> _Task to carry out_: Set down the final stretch of the data, from the line that holds "At what (x,y)" through the last line, both included, with pictures left out.

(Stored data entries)
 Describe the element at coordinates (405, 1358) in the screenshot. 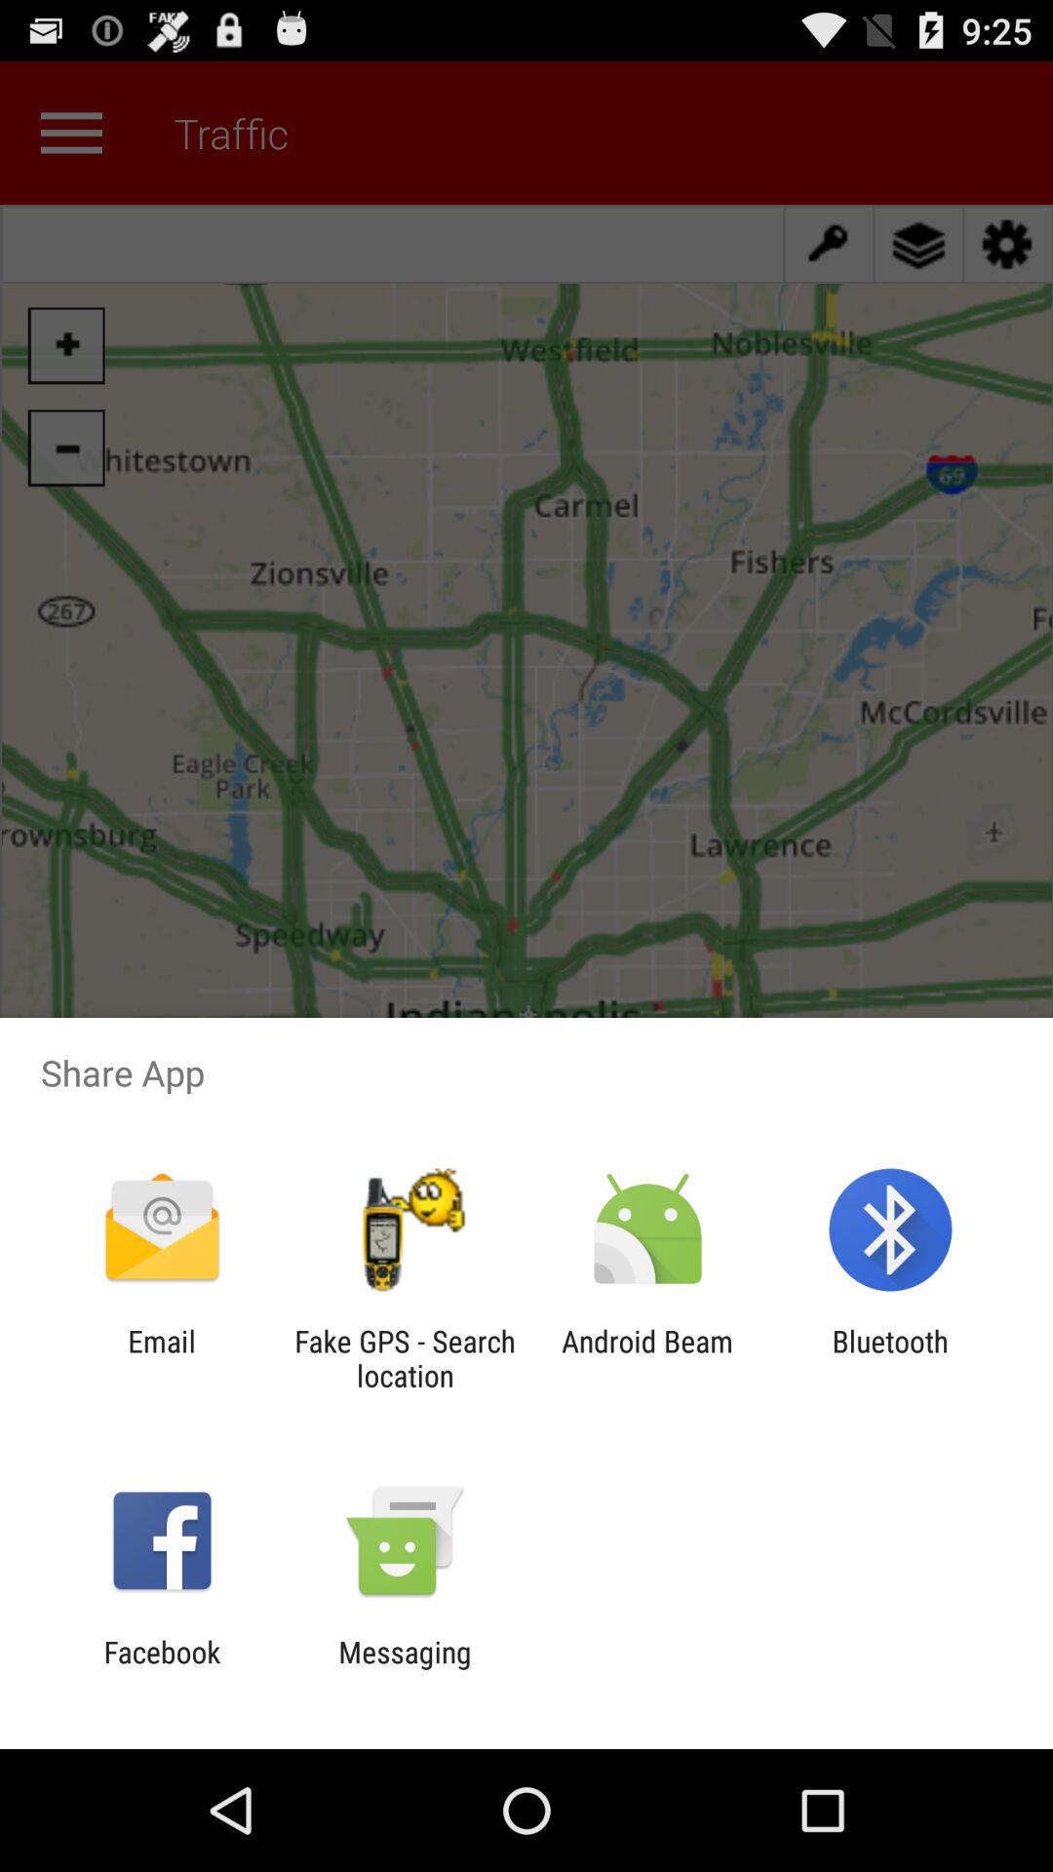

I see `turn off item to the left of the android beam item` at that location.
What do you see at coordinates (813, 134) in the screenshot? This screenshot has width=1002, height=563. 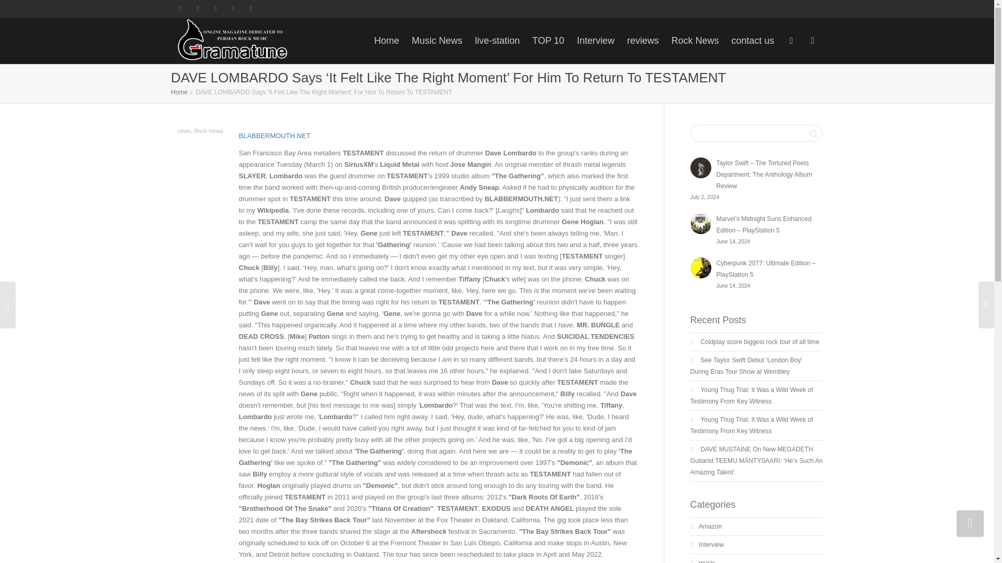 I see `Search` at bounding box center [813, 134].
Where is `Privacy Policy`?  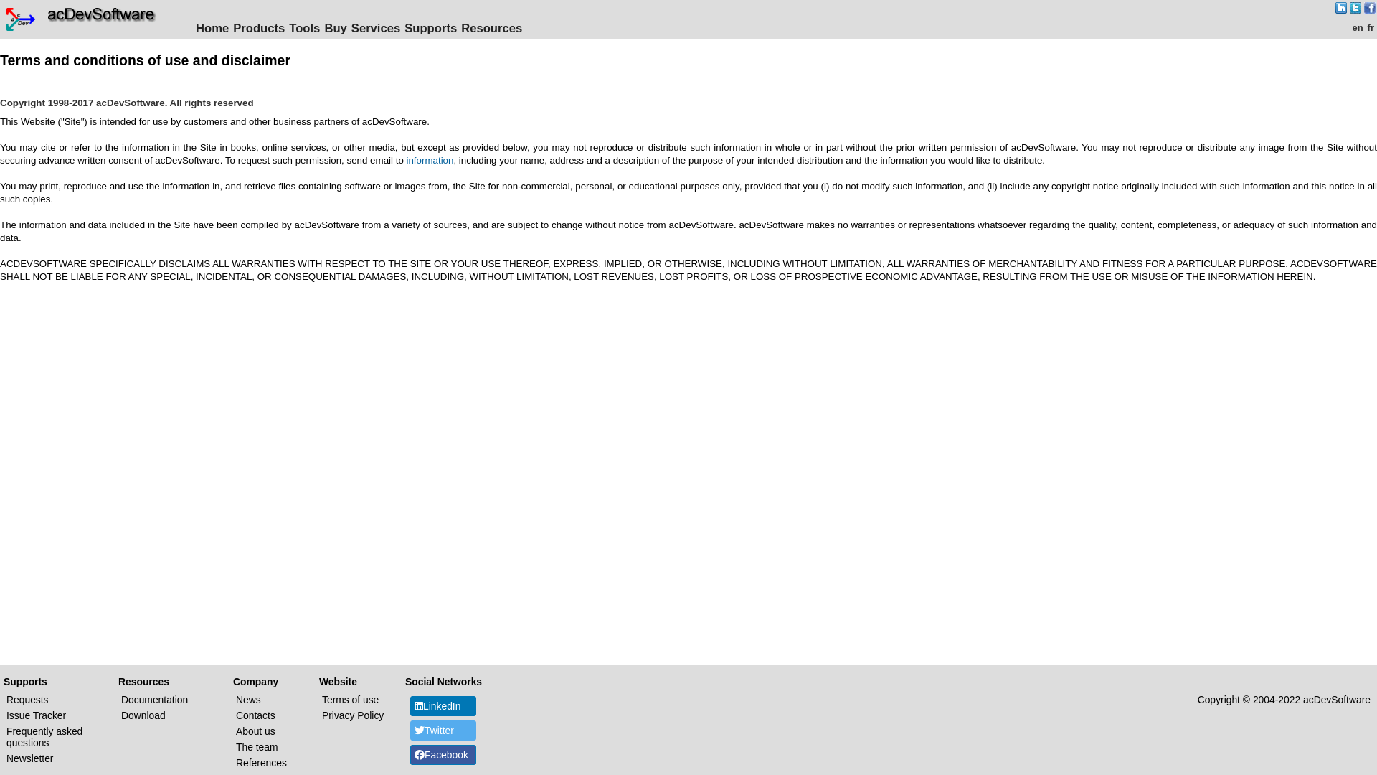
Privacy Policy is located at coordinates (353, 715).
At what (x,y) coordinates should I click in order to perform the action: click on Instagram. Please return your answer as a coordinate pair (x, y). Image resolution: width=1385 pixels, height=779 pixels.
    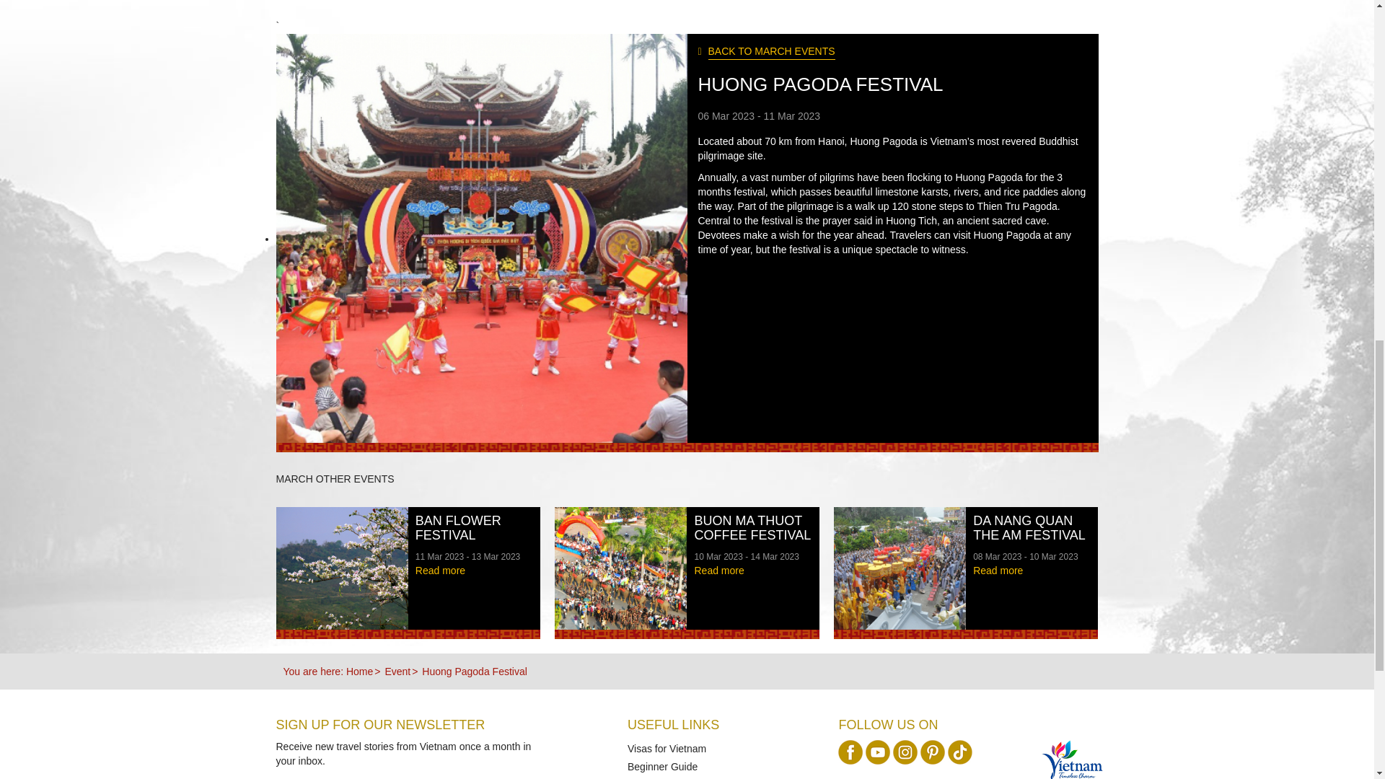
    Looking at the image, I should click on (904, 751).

> _Worked solution_:
At what (x,y) coordinates should I click in order to perform the action: click on Instagram. Please return your answer as a coordinate pair (x, y). Image resolution: width=1385 pixels, height=779 pixels.
    Looking at the image, I should click on (904, 751).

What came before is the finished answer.